The enclosure is much as described by previous authorities, comprising a sub-circular ditch circa 100m in diameter with internal and external banks. The ditch is circa 1.5m deep in the south-west quadrant, but shallower elsewhere, while the outer bank is higher than the inner, again up to 1.5m high externally in the west where it overlies the natural slope. There are entrances in the south and north-west, the former seemingly original, the latter associated with possible hornworks (authority 6-7's 'north-western annexe') and therefore probably original, too. Authority 6-7's suggestion that there is an additional circuit of bank within the larger enclosure, which seems to have been previously unnoticed, is good. The feature measures circa 2.5-4.5m across but stands only a few decimetres high. It is best preserved in the south and west where it is set back a few metres from the bank that follows the inside of the ditch, but in the north it seems to abut the inner face of that feature; it survives only intermittently in the north-east quadrant. There are gaps through it opposite both entrances. Although its relationship to the main earthworks is uncertain, its off-centre positioning does indeed suggest it may be earlier. Other internal features mentioned by previous authorities are difficult to interpret satisfactorily, but it is clear that the site has suffered from later disturbance: a furlong of narrow ridge-and-furrow ploughing has clipped the base of the outer bank in the west, while in the south-east and east the 0.3m-wide foundations of a stone wall that follows the edge of the outer bank before turning sharply north-east and running up to the base of the modern field wall, hints at further planned land improvement and field division that was never completed.

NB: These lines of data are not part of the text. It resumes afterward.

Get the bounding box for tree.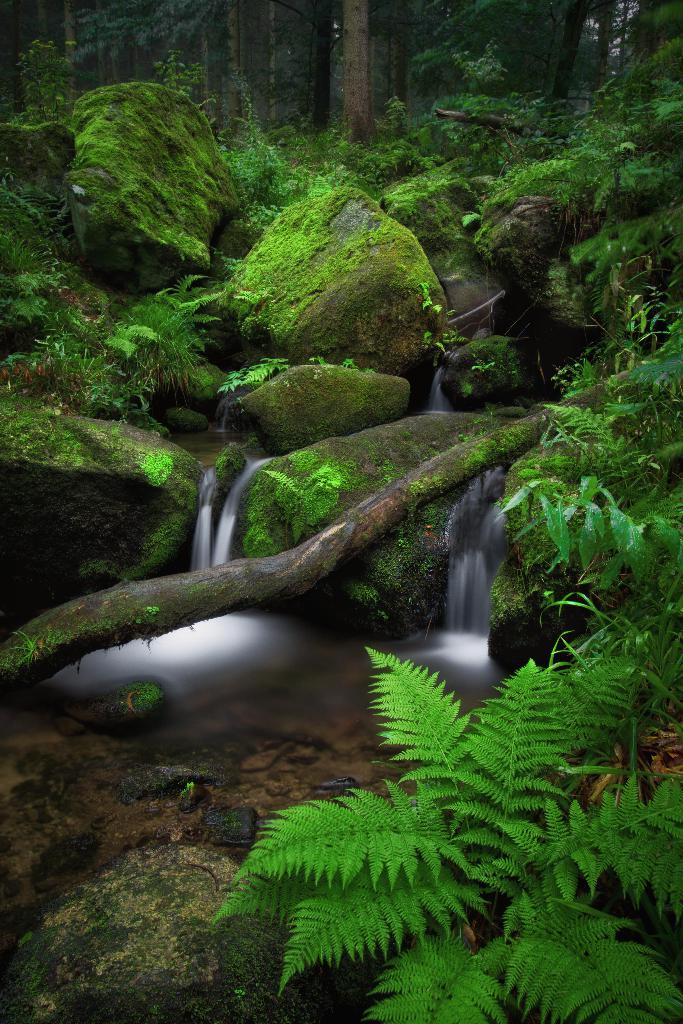
[0, 219, 682, 693].
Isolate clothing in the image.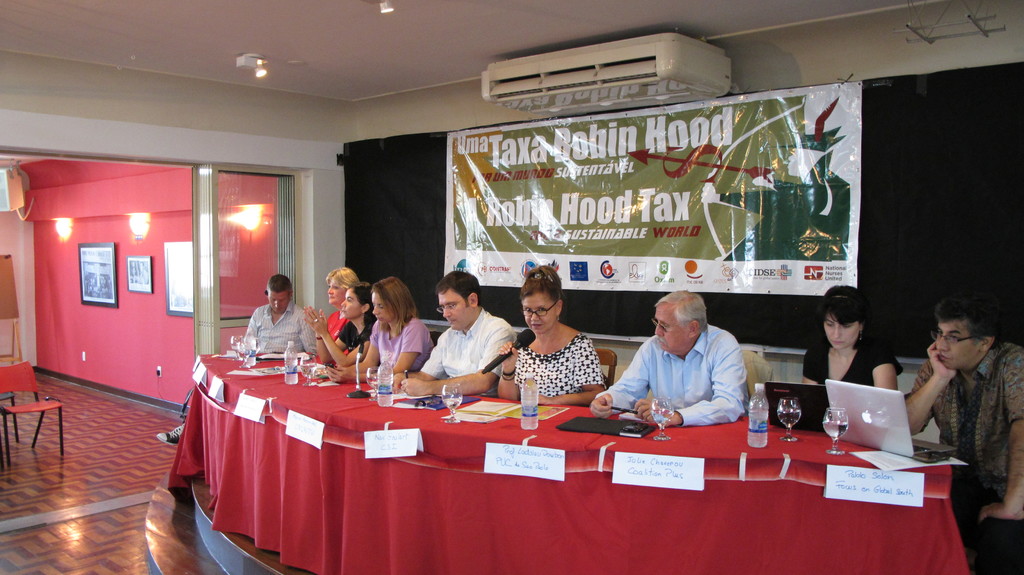
Isolated region: [246,302,315,355].
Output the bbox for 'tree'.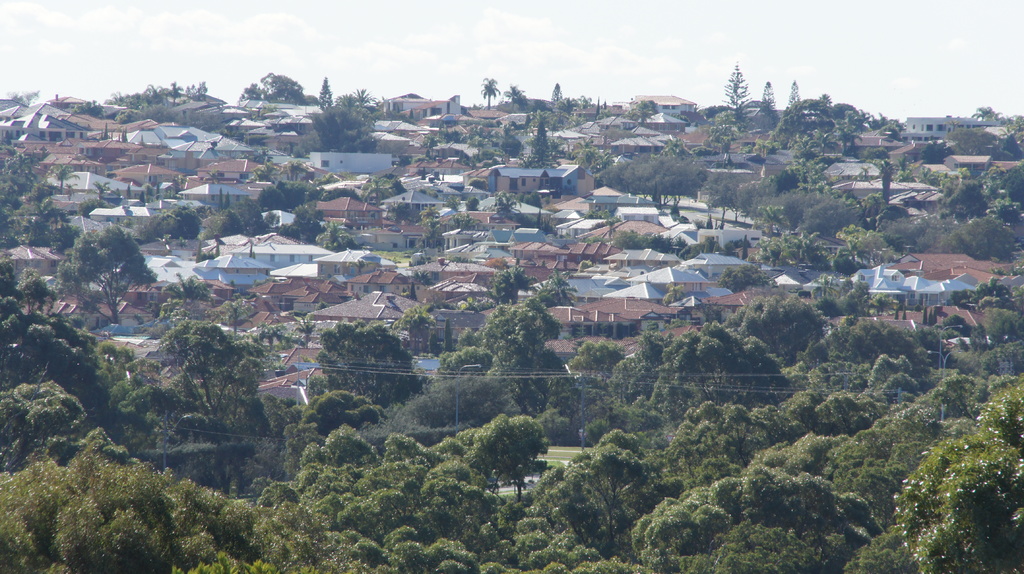
crop(408, 282, 419, 303).
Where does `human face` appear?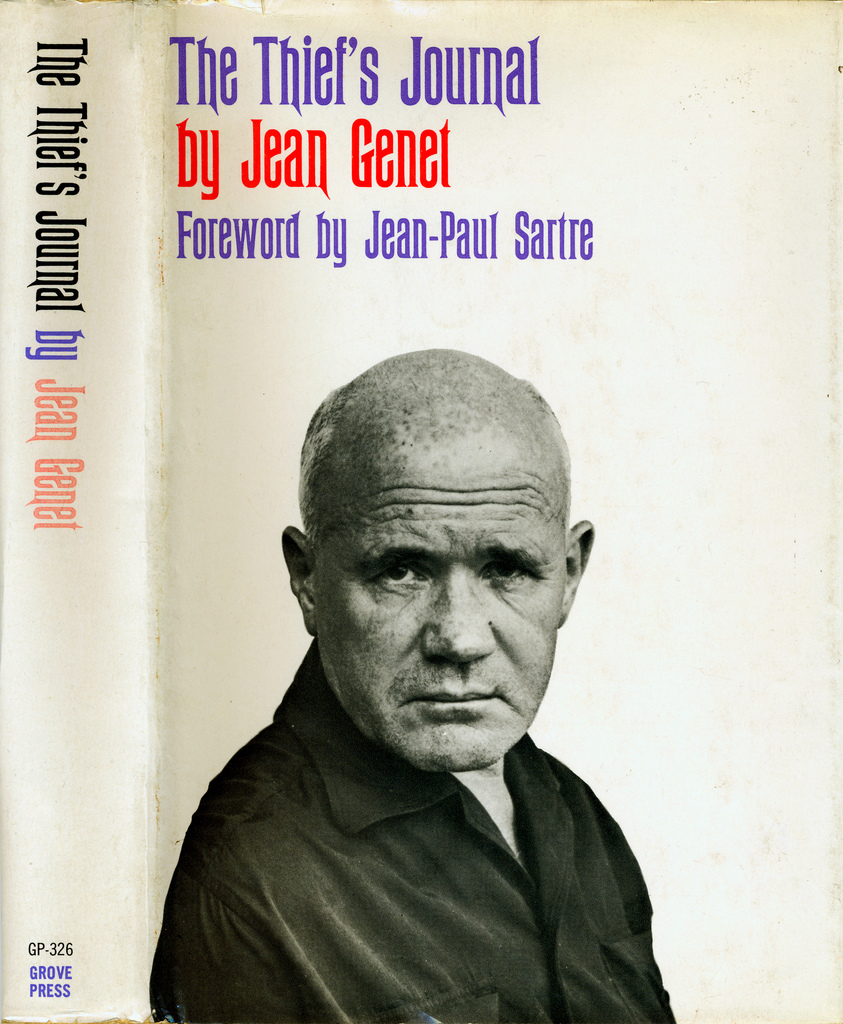
Appears at BBox(315, 426, 565, 778).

The enclosure's position does not seem to have been chosen with defence particularly in mind: it is set back somewhat from the steeper part of the valley side of the Leck Beck to the north and the hillside continues to rise slightly behind it to the east. But the location does command impressive views westward. The presence of an external bank also seems to negate the idea of this being a defended site. At present it it is difficult to classify or date satisfactorily, other than to say it is probably a prehistoric settlement. In addition to Yarlsber Camp near Ingleton to the west, two other similarly sized earthwork enclosures exist within a few kilometres to the south (UIDs 44013 and 44014). None is as yet excavated or dated, however.